Driven by the power of SDN, as well as a level of quality control and flexible capability missing from the internet, Console Connect also makes an MPLS network less hard on the budget because you're only paying for what you are using.



How does an interconnection platform provide network control and visibility? 

Building_Blog_Icons-04Many enterprises today have a range of assets residing in a mixture of both public and private clouds. As a result, there is a need to connect not just site-to-site and site-to-cloud but also cloud-to-cloud. This is a situation that is likely to persist for the foreseeable future and is having an impact on the network, where a similar transformation is taking place in terms of interconnect.

Demand for high capacity access to data centres is often temporary. Let’s say you need to get access to a SaaS provider for a couple of weeks to run certain accounts or functions. If you were to do this over a static MPLS-based network it can be difficult, especially if you do not have a presence in the data centre required.

This is where Console Connect really starts to shine - as a form of short term connectivity that might just be needed for a couple of days. Furthermore, you run it as a seamless extension of your existing MPLS network and when no longer required, then you bring the service back down or even disconnect completely.

The reason Console Connect is able to get things done a lot faster is that its software defined and virtualised nature takes care of all of the activity ‘behind the curtain’ on your behalf.

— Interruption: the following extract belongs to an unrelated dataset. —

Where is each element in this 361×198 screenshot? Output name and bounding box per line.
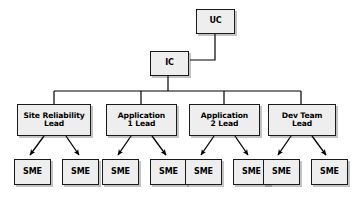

The network sits on PCCW Global’s own MPLS network, while Console Connect applies a layer of abstraction to set up and tear down dedicated connections on that network using SDN. Console Connect takes a lot of the problems away from interconnection between data centre and data centre and allows you to scale up your bandwidth between data centres in near real time.

What Console Connect predominantly delivers is a connectivity mechanism between data centres and between private clouds and public clouds. It acts almost as an exchange between these assets, like your own personal ethernet cable strung between a data centre in London and a data centre in New York, by way of the public clouds that are present in those locations, for example.

This enables you to run a seamless multi cloud and hybrid cloud strategy at the same time. So you could keep sensitive work in private data and then connect that up to the other locations where you could then connect to either your corporate LAN or into a public cloud such as an Amazon AWS location.

SDN fabrics also mean it is not as costly or complex to interconnect data centers and manage network connectivity. Furthermore, customers are no longer restricted to a single data center environment but are instead tapping into a flexible, fluid and intelligent networking model to create a global interconnect fabric that grows with their future needs.

When new partners, customers or sites need to be connected, the organisation can turn up services on-demand, connecting data centers, public clouds, Internet Exchange Points (IXP) and their own various networks.

A single platform such as Console Connect can provision these connections with high levels of automation, enabling businesses to string together an ecosystem of cloud-centric data centres with direct access to the cloud.

Furthermore, the simplified user experience offers real-time visibility into network performance across the entire data center ecosystem. This means you can continually adapt and optimise the network connectivity with granular and real-time control over bandwidth to meet changing needs on an intuitive and intelligent network.